Left running for a decade at today's US average rate, the Ge GTE19JTN**** costs about $700. That is roughly $90 less than a standard model in its class, which would run closer to $790 over the same ten years.
How the Ge GTE19JTN**** compares
The refrigerator class we track runs from $8 to $149 a year. At $70/yr, it runs about $6 a year above the class median of $64, and it is about $62 a year more than the cheapest refrigerator to run at $8. Against the US federal standard model for its class at about $79/yr, the Ge GTE19JTN**** uses 10% less energy.
What drives its running cost
At 19.2 cu ft, the Ge GTE19JTN**** is a large refrigerator for its class, which spans 1.2 to 31.7 cu ft with a median of 12.6 cu ft, and larger refrigerator models generally cost more to run than smaller ones in the same class, simply because there is more to keep cold, spin, heat, or light.
- Interior volume. More cubic feet of cold air to maintain generally means a bigger compressor and a higher running-cost figure, even among efficient models.
- Counter depth vs standard depth. Standard-depth models generally offer more interior volume per unit of width than counter-depth models, a tradeoff between built-in looks and cubic feet.
- Compressor technology. How a compressor cycles, full on/off versus a variable-speed inverter design, is one of the biggest hidden differences behind two fridges with similar cubic feet but different running costs.
- Placement and ventilation. Ventilation clearance around the back and top matters more than most owners expect; a fridge starved of airflow runs its compressor longer to hold the same temperature.
Common questions
Is the Ge GTE19JTN**** cheap to run?
Roughly, yes. Its $70/yr figure is close to the class median, ranking #594 of 1,000, neither a bargain nor a splurge on running cost.
How much does the Ge GTE19JTN**** cost per month?
About $5.86 a month, which is the $70 annual estimate spread across twelve months at the US average rate of $0.1856/kWh. Your own bill scales with your local electricity rate and how heavily you use it.
How is this running-cost figure calculated?
The formula is annual kWh times price per kWh: 379 kWh from ENERGY STAR times the US average of $0.1856/kWh comes to about $70 a year. It covers electricity only, not the purchase price, water, or installation.

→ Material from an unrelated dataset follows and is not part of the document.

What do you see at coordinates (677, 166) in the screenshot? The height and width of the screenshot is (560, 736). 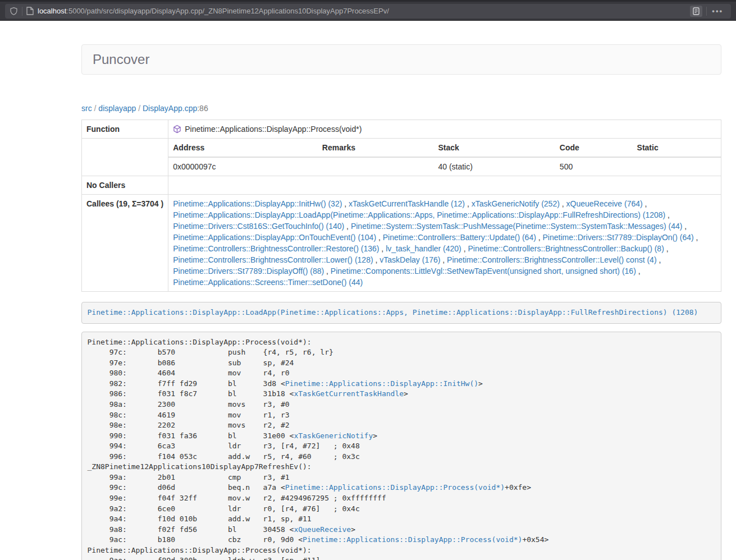 I see `static-value` at bounding box center [677, 166].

How efficient is the Ge GTE19JTN**** for its size?
92nd percentile once size is factored in, a fairly typical result for the class.
Cheaper to run in the same class
| Rank | Model | Cost/yr |
|---|---|---|
| 593 | Amana ARTX2419S***19.3 cu ft | $70 |
| 592 | Whirlpool URBC5024PZ11.2 cu ft | $70 |
| 591 | Frigidaire FRTE1936AV18.7 cu ft | $69 |
| 590 | Frigidaire FRTE1930AV18.7 cu ft | $69 |
| 589 | Fulgor Milano FM1BM22FBI8.6 cu ft | $69 |
Source
ES_1123206_GTE19JTN****_11192019045624_80025274View certified refrigerator listingsENERGY STAR data as of July 2026Ge and GTE19JTN**** are used here for identification only and are not endorsements. Figures are computed by WattWise Labs from public ENERGY STAR data, not measured in our own lab.